Morocco religious authority rules no death penalty for apostates
Morocco's religious authorities have ruled that people who leave Islam should not be punished with the death penalty, reversing its previous ruling on apostasy.
The High Religious Committee decided last week to backtrack on its 2012 ruling that Muslims who change their religion should be put to death.
"The most accurate understanding and the most consistent with the Islamic legislation… is that the killing of the apostate is meant for traitors of the group, the one disclosing secrets," the committee said in a document, according to local media.
The religious authority, which in charge of issuing fatwas, argued that apostates during the infancy of Islam were the people who betrayed Muslims at a time when they were at war with rebellion in the Arabian peninsula.
The committee cited an example when the Prophet Muhammad allowed a Muslim who had renounced his faith to return to the Quraish tribe, which was the main enemy of the fledgling Islamic nation at the time.

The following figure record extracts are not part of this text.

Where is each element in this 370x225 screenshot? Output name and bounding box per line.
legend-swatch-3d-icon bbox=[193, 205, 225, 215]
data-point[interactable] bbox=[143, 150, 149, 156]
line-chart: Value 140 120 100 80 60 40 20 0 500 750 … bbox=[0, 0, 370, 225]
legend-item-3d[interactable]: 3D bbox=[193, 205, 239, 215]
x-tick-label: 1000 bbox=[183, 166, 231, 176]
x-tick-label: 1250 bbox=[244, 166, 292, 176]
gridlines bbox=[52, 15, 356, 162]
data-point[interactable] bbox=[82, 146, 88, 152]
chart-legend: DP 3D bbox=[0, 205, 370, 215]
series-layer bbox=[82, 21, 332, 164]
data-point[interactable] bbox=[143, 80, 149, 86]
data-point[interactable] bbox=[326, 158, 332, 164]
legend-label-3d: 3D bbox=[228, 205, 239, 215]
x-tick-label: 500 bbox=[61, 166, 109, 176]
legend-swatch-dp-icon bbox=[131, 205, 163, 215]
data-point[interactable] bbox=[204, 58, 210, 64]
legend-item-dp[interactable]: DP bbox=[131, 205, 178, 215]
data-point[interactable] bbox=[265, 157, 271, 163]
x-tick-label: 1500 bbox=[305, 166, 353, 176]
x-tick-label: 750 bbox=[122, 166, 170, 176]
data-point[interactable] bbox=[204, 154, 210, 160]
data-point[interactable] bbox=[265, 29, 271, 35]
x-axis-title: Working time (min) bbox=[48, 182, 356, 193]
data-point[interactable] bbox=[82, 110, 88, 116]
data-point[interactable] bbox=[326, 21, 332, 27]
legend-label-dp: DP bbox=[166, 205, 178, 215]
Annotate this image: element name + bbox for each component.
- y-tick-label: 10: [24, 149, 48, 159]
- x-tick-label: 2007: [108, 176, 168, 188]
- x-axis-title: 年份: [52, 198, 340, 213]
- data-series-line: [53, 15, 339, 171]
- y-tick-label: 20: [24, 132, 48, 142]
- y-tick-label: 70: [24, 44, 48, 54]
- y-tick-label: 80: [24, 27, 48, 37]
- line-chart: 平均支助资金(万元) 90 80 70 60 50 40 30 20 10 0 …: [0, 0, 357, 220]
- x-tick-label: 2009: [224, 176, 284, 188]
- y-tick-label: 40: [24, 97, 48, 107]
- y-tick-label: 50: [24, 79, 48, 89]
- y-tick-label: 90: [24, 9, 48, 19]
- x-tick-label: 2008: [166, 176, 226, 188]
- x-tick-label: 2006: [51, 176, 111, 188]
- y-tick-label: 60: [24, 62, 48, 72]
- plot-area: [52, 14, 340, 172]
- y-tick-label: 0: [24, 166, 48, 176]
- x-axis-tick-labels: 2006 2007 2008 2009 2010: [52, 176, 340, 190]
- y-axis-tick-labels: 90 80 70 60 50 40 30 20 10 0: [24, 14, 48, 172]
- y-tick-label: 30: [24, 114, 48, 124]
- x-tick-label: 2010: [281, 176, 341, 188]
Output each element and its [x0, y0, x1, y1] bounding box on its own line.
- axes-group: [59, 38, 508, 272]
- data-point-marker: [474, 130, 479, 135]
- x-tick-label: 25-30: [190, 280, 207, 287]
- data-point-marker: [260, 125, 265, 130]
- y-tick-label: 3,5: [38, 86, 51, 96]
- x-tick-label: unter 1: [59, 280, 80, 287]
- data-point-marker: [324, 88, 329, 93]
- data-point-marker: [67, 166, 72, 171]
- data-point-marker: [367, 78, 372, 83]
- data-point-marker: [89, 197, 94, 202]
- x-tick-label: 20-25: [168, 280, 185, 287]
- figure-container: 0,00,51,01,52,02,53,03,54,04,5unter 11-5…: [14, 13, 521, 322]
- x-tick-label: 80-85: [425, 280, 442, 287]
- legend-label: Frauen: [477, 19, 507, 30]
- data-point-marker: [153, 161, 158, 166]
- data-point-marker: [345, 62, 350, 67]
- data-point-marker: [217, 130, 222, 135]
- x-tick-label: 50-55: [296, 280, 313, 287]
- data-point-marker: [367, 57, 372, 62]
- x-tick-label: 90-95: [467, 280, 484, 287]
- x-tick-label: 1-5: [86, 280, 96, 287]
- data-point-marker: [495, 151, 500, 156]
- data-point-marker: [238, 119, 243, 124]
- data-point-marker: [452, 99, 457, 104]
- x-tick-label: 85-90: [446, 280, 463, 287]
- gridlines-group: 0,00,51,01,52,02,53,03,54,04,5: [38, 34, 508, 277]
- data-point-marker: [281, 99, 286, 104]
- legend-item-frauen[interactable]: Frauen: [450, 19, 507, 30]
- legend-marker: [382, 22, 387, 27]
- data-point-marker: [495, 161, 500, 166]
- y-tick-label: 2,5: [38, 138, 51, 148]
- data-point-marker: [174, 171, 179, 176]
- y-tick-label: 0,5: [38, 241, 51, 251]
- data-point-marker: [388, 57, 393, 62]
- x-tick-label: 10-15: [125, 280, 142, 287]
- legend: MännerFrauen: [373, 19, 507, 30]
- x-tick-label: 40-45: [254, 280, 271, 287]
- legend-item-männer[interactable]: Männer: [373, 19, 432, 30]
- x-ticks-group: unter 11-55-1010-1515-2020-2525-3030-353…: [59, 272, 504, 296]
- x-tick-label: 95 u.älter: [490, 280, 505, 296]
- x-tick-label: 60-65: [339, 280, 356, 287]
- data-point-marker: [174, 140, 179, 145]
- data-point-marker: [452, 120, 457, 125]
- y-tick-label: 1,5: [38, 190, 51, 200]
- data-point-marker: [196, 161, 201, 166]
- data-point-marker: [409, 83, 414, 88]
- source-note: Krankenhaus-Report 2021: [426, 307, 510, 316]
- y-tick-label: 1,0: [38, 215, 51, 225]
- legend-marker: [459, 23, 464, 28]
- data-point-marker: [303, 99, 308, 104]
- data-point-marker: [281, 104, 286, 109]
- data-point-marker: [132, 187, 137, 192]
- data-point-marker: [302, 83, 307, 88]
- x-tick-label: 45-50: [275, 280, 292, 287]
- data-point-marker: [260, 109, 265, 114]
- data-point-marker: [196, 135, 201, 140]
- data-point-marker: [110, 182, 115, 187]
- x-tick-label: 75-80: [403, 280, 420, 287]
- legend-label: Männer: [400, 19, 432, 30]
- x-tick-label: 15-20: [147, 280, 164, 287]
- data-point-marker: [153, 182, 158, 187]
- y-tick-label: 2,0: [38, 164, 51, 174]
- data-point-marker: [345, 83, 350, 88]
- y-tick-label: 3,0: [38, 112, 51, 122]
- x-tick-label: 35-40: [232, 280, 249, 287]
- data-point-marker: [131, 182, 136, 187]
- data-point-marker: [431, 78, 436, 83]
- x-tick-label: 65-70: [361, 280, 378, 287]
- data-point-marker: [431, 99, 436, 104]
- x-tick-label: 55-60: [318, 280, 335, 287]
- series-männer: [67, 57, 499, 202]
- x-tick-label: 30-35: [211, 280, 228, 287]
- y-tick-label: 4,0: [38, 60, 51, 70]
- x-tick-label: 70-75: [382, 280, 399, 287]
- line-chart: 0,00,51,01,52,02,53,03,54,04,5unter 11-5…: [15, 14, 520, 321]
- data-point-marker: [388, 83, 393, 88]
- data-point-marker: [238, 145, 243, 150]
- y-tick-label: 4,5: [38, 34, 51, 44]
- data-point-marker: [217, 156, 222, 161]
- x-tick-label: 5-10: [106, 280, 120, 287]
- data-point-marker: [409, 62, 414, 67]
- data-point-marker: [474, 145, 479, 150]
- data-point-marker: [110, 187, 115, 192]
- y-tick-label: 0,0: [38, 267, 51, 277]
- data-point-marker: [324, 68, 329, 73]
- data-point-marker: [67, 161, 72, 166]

Morocco does not impose the death penalty against apostates under the provisions of its penal code.
Apostasy or blasphemy can be punished with death sentences in some Muslim-majority countries, among them Iran, Mauritania, Pakistan, Qatar, Saudi Arabia, Somalia, Sudan, United Arab Emirates and Yemen.
In other Muslim countries alleged apostates can be imprisoned, fined, lose their citizenship or custody of their children.
Last month, Morocco reportedly banned the production and sale of burkas - the full-face Muslim veils - for "security reasons".
Most women in Morocco, whose King Mohammed VI favours a moderate version of Islam, prefer the hijab headscarf that does not cover the face.
The burka/niqab, which leaves the area around the eyes uncovered, is also worn in Salafist circles and in more conservative regions in the north, from where thousands of extremists have gone to fight in Syria and Iraq.
Morocco's ban on the sale and production of the burka beloved of ultra-orthodox Muslims has sharply divided opinions in the North African country.